Friday, March 20, 2009

Application Pwnership

Who owns this application? What can possibly be complicated about such a simple and innocent question?

Unfortunately, the answer to such a question is not that easy. Or at least, we have created software organizations that make it hard to answer.

Though it makes sense to have a division of labor between different teams qualified on certain aspects of software applications, the main problem resides in the partial system views that such a division creates.

Out of developers' hands, an application is oftentimes perceived by QA, DBAs or Operation teams as a giant black box:
(yes, it is a canonical black monolith of 1-4-9 proportions)

In fact, this giant black box has a few keyholes on it and, through these keyholes, they can barely peer into it. Consequently, the black box effect leads to QA teams seeing applications as sets of buttons to push, DBAs seeing them as data and table spaces and Operation teams dealing only with cryptic log files and alarms of all sorts.

No-one knows what is inside this darn black box. And when somethings goes haywire, only the Magician of Oz is deemed able to do something:


Now that everybody is so agile, this kind of concern may sound irrelevant. After all, developers are now generalizing specialists, so the barrier between them and other teams is now significantly lowered. Or is it?

The reality remains for the most part a difficult hand-off of applications between teams. I have seen different tentatives to improve things (including detailed operational manuals), but at the end of the day most of these attempts amounted to shallow knowledge transfers.

Ownership needs more.

Do you have any success story where applications have been successfully pwned by different teams?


How to complete this task: Transcribe every line of the records verbatim.

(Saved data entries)
====

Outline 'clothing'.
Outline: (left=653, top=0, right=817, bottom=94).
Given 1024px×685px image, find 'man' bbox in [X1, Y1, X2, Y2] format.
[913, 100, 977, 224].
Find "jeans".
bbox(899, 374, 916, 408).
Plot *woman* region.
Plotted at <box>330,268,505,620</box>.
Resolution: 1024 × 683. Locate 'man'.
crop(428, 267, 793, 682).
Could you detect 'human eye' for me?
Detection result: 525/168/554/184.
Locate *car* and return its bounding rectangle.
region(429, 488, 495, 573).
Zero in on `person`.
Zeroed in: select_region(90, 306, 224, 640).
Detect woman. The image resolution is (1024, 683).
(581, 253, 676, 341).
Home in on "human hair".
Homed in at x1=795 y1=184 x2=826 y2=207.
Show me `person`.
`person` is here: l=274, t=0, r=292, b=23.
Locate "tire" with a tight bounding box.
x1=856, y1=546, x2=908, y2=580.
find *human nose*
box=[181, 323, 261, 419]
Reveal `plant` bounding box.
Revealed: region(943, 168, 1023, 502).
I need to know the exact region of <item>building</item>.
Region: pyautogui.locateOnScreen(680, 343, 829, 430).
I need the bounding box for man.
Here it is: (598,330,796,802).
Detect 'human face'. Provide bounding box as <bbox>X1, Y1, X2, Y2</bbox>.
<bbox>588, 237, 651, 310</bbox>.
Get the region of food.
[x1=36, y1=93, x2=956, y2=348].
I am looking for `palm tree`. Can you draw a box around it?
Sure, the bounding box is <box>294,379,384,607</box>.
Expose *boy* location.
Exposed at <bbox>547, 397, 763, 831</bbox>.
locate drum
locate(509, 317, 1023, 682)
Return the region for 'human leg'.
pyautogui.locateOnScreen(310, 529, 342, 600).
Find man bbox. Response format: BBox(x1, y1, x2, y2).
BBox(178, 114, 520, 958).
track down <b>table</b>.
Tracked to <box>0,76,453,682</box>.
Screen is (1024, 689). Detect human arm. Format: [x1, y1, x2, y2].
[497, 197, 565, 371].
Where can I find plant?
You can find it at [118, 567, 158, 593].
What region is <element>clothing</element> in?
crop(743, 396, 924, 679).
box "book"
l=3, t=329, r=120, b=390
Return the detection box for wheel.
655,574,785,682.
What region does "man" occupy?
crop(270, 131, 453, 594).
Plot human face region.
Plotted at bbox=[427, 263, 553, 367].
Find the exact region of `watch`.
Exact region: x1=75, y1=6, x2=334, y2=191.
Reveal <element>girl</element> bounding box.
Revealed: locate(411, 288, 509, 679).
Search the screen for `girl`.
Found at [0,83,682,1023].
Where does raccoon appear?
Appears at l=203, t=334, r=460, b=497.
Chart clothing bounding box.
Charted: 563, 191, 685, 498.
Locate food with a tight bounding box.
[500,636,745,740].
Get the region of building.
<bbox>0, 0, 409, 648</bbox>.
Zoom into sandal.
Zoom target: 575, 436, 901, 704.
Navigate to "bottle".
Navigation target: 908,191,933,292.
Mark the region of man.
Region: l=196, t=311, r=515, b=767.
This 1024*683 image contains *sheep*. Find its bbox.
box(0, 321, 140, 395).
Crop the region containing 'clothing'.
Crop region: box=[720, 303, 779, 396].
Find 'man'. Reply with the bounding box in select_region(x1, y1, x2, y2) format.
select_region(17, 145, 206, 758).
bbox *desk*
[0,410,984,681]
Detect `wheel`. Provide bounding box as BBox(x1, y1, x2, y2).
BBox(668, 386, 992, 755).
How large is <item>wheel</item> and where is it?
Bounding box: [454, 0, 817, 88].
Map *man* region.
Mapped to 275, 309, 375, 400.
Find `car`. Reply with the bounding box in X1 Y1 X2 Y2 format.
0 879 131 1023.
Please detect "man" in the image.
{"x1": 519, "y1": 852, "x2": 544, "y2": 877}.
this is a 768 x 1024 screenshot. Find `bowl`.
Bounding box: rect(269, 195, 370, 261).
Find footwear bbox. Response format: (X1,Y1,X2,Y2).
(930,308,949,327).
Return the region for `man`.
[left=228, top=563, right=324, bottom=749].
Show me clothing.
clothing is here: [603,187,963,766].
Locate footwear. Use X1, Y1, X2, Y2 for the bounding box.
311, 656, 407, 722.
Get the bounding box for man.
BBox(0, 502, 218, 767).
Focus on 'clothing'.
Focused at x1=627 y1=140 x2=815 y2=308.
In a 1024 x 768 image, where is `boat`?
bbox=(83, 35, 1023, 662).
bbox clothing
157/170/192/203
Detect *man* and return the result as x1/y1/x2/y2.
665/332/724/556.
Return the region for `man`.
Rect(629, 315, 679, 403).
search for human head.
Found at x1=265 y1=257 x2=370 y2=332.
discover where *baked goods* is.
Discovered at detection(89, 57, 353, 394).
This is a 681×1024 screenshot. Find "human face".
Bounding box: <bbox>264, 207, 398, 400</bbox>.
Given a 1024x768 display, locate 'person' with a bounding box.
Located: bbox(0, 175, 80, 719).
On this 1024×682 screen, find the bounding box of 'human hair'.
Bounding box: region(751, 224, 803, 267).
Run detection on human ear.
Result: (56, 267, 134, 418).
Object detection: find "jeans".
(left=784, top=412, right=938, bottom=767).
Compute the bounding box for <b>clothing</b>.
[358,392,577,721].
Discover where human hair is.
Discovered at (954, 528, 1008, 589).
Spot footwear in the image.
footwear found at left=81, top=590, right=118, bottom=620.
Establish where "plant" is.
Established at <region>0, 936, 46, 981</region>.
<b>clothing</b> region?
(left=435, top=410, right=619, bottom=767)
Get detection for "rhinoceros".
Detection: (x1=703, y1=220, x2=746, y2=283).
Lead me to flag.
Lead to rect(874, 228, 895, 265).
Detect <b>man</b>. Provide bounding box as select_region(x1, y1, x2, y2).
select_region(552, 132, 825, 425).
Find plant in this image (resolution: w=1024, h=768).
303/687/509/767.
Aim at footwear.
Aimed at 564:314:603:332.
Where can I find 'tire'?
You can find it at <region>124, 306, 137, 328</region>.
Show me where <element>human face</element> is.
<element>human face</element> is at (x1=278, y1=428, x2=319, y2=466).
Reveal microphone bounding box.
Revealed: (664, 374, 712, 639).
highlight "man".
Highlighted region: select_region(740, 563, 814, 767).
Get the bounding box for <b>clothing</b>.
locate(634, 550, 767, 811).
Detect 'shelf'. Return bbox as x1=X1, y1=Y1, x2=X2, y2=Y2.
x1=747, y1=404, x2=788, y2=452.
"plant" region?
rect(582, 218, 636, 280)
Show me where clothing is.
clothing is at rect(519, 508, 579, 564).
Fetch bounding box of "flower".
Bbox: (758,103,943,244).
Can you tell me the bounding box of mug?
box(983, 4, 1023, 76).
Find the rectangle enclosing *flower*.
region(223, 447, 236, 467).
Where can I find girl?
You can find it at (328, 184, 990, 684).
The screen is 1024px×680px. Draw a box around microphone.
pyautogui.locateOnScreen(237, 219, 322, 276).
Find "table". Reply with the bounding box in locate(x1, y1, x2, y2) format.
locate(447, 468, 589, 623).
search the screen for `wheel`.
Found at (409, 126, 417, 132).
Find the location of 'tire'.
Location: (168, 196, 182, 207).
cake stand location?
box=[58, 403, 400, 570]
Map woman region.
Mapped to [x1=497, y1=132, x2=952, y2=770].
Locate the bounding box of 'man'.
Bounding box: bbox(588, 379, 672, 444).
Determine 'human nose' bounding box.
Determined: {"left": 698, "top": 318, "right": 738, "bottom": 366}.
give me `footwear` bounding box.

====

Solution:
Outline 'clothing'.
Outline: (left=653, top=0, right=817, bottom=94).
Given 1024px×685px image, find 'man' bbox in [X1, Y1, X2, Y2] format.
[913, 100, 977, 224].
Find "jeans".
bbox(899, 374, 916, 408).
Plot *woman* region.
Plotted at <box>330,268,505,620</box>.
Resolution: 1024 × 683. Locate 'man'.
crop(428, 267, 793, 682).
Could you detect 'human eye' for me?
Detection result: 525/168/554/184.
Locate *car* and return its bounding rectangle.
region(429, 488, 495, 573).
Zero in on `person`.
Zeroed in: select_region(90, 306, 224, 640).
Detect woman. The image resolution is (1024, 683).
(581, 253, 676, 341).
Home in on "human hair".
Homed in at x1=795 y1=184 x2=826 y2=207.
Show me `person`.
`person` is here: l=274, t=0, r=292, b=23.
Locate "tire" with a tight bounding box.
x1=856, y1=546, x2=908, y2=580.
find *human nose*
box=[181, 323, 261, 419]
Reveal `plant` bounding box.
Revealed: region(943, 168, 1023, 502).
I need to know the exact region of <item>building</item>.
Region: pyautogui.locateOnScreen(680, 343, 829, 430).
I need the bounding box for man.
Here it is: (598,330,796,802).
Detect 'human face'. Provide bounding box as <bbox>X1, Y1, X2, Y2</bbox>.
<bbox>588, 237, 651, 310</bbox>.
Get the region of food.
[x1=36, y1=93, x2=956, y2=348].
I am looking for `palm tree`. Can you draw a box around it?
Sure, the bounding box is <box>294,379,384,607</box>.
Expose *boy* location.
Exposed at <bbox>547, 397, 763, 831</bbox>.
locate drum
locate(509, 317, 1023, 682)
Return the region for 'human leg'.
pyautogui.locateOnScreen(310, 529, 342, 600).
Find man bbox. Response format: BBox(x1, y1, x2, y2).
BBox(178, 114, 520, 958).
track down <b>table</b>.
Tracked to <box>0,76,453,682</box>.
Screen is (1024, 689). Detect human arm. Format: [x1, y1, x2, y2].
[497, 197, 565, 371].
Where can I find plant?
You can find it at [118, 567, 158, 593].
What region is <element>clothing</element> in?
crop(743, 396, 924, 679).
box "book"
l=3, t=329, r=120, b=390
Return the detection box for wheel.
655,574,785,682.
What region does "man" occupy?
crop(270, 131, 453, 594).
Plot human face region.
Plotted at bbox=[427, 263, 553, 367].
Find the exact region of `watch`.
Exact region: x1=75, y1=6, x2=334, y2=191.
Reveal <element>girl</element> bounding box.
Revealed: locate(411, 288, 509, 679).
Search the screen for `girl`.
Found at [0,83,682,1023].
Where does raccoon appear?
Appears at l=203, t=334, r=460, b=497.
Chart clothing bounding box.
Charted: 563, 191, 685, 498.
Locate food with a tight bounding box.
[500,636,745,740].
Get the region of building.
<bbox>0, 0, 409, 648</bbox>.
Zoom into sandal.
Zoom target: 575, 436, 901, 704.
Navigate to "bottle".
Navigation target: 908,191,933,292.
Mark the region of man.
Region: l=196, t=311, r=515, b=767.
This 1024*683 image contains *sheep*. Find its bbox.
box(0, 321, 140, 395).
Crop the region containing 'clothing'.
Crop region: box=[720, 303, 779, 396].
Find 'man'. Reply with the bounding box in select_region(x1, y1, x2, y2) format.
select_region(17, 145, 206, 758).
bbox *desk*
[0,410,984,681]
Detect `wheel`. Provide bounding box as BBox(x1, y1, x2, y2).
BBox(668, 386, 992, 755).
How large is <item>wheel</item> and where is it?
Bounding box: [454, 0, 817, 88].
Map *man* region.
Mapped to 275, 309, 375, 400.
Find `car`. Reply with the bounding box in X1 Y1 X2 Y2 format.
0 879 131 1023.
Please detect "man" in the image.
{"x1": 519, "y1": 852, "x2": 544, "y2": 877}.
this is a 768 x 1024 screenshot. Find `bowl`.
Bounding box: rect(269, 195, 370, 261).
Find footwear bbox. Response format: (X1,Y1,X2,Y2).
(930,308,949,327).
Return the region for `man`.
[left=228, top=563, right=324, bottom=749].
Show me clothing.
clothing is here: [603,187,963,766].
Locate footwear. Use X1, Y1, X2, Y2 for the bounding box.
311, 656, 407, 722.
Get the bounding box for man.
BBox(0, 502, 218, 767).
Focus on 'clothing'.
Focused at x1=627 y1=140 x2=815 y2=308.
In a 1024 x 768 image, where is `boat`?
bbox=(83, 35, 1023, 662).
bbox clothing
157/170/192/203
Detect *man* and return the result as x1/y1/x2/y2.
665/332/724/556.
Return the region for `man`.
Rect(629, 315, 679, 403).
search for human head.
Found at x1=265 y1=257 x2=370 y2=332.
discover where *baked goods* is.
Discovered at detection(89, 57, 353, 394).
This is a 681×1024 screenshot. Find "human face".
Bounding box: <bbox>264, 207, 398, 400</bbox>.
Given a 1024x768 display, locate 'person' with a bounding box.
Located: bbox(0, 175, 80, 719).
On this 1024×682 screen, find the bounding box of 'human hair'.
Bounding box: region(751, 224, 803, 267).
Run detection on human ear.
Result: (56, 267, 134, 418).
Object detection: find "jeans".
(left=784, top=412, right=938, bottom=767).
Compute the bounding box for <b>clothing</b>.
[358,392,577,721].
Discover where human hair is.
Discovered at (954, 528, 1008, 589).
Spot footwear in the image.
footwear found at left=81, top=590, right=118, bottom=620.
Establish where "plant" is.
Established at <region>0, 936, 46, 981</region>.
<b>clothing</b> region?
(left=435, top=410, right=619, bottom=767)
Get detection for "rhinoceros".
Detection: (x1=703, y1=220, x2=746, y2=283).
Lead me to flag.
Lead to rect(874, 228, 895, 265).
Detect <b>man</b>. Provide bounding box as select_region(x1, y1, x2, y2).
select_region(552, 132, 825, 425).
Find plant in this image (resolution: w=1024, h=768).
303/687/509/767.
Aim at footwear.
Aimed at 564:314:603:332.
Where can I find 'tire'?
You can find it at <region>124, 306, 137, 328</region>.
Show me where <element>human face</element> is.
<element>human face</element> is at (x1=278, y1=428, x2=319, y2=466).
Reveal microphone bounding box.
Revealed: (664, 374, 712, 639).
highlight "man".
Highlighted region: select_region(740, 563, 814, 767).
Get the bounding box for <b>clothing</b>.
locate(634, 550, 767, 811).
Detect 'shelf'. Return bbox as x1=X1, y1=Y1, x2=X2, y2=Y2.
x1=747, y1=404, x2=788, y2=452.
"plant" region?
rect(582, 218, 636, 280)
Show me where clothing is.
clothing is at rect(519, 508, 579, 564).
Fetch bounding box of "flower".
Bbox: (758,103,943,244).
Can you tell me the bounding box of mug?
box(983, 4, 1023, 76).
Find the rectangle enclosing *flower*.
region(223, 447, 236, 467).
Where can I find girl?
You can find it at (328, 184, 990, 684).
The screen is 1024px×680px. Draw a box around microphone.
pyautogui.locateOnScreen(237, 219, 322, 276).
Find "table". Reply with the bounding box in locate(x1, y1, x2, y2) format.
locate(447, 468, 589, 623).
search the screen for `wheel`.
Found at (409, 126, 417, 132).
Find the location of 'tire'.
Location: (168, 196, 182, 207).
cake stand location?
box=[58, 403, 400, 570]
Map woman region.
Mapped to [x1=497, y1=132, x2=952, y2=770].
Locate the bounding box of 'man'.
Bounding box: bbox(588, 379, 672, 444).
Determine 'human nose' bounding box.
Determined: {"left": 698, "top": 318, "right": 738, "bottom": 366}.
give me `footwear` bounding box.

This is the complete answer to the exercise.